In the first possibility, the data that the thread is attempting to access is in RAM. In this case, the CPU maps the data's virtual memory address to the physical address in memory, and then the desired access is performed.

In the second possibility, the data that the thread is attempting to access is not in RAM but is contained somewhere in the paging file. In this case, the attempted access is called a page fault, and the CPU notifies the operating system of the attempted access. The operating system then locates a free page of memory in RAM; if a free page cannot be found, the system must free one. If a page has not been modified, the system can simply free the page. But if the system needs to free a page that was modified, it must first copy the page from RAM to the paging file. Next the system goes to the paging file, locates the block of data that needs to be accessed, and loads the data into the free page of memory. The operating system then updates its table indicating that the data's virtual memory address now maps to the appropriate physical memory address in RAM. The CPU now retries the instruction that generated the initial page fault, but this time the CPU is able to map the virtual memory address to a physical RAM address and access the block of data.
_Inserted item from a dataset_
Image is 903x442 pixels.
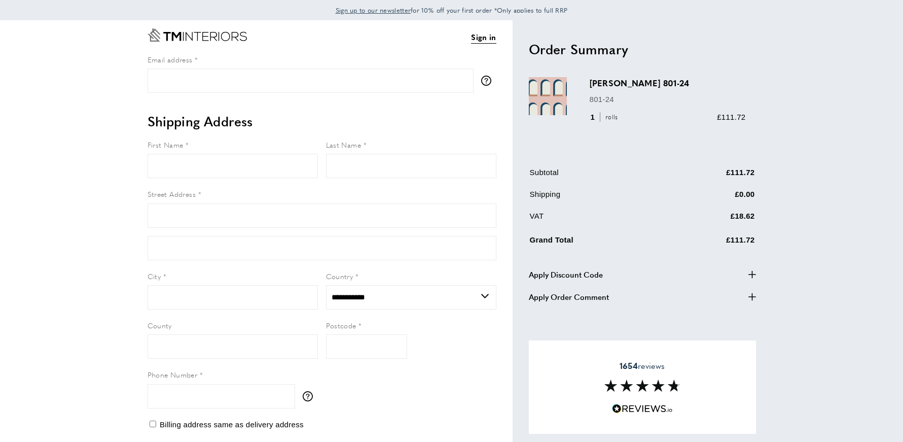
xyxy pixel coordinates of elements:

The more often the system needs to copy pages of memory to the paging file and vice versa, the more your hard disk thrashes and the slower the system runs. (Thrashing means that the operating system spends all its time swapping pages in and out of memory instead of running programs.) Thus by adding more RAM to your computer, you reduce the amount of thrashing necessary to run your applications, which will, of course, greatly improve the system's performance. So, here is a general rule of thumb: to make your machine run faster, add more RAM. In fact, for most situations, you'll get a better performance boost from adding RAM than you will by getting a faster CPU.

Physical Storage Not Maintained in the Paging File

After reading the previous section, you must be thinking that the paging file can get pretty large if many programs are all running at once—especially if you're thinking that every time you run a program the system must reserve regions of address space for the process's code and data, commit physical storage to these regions, and then copy the code and data from the program's file on the hard disk to the committed physical storage in the paging file.

The system does not do what I just described; if it did, it would take a very long time to load a program and start it running. Instead, when you invoke an application, the system opens the application's .exe file and determines the size of the application's code and data. Then the system reserves a region of address space and notes that the physical storage associated with this region is the .exe file itself. That's right—instead of allocating space from the paging file, the system uses the actual contents, or image, of the .exe file as the program's reserved region of address space. This, of course, makes loading an application very fast and allows the size of the paging file to remain small.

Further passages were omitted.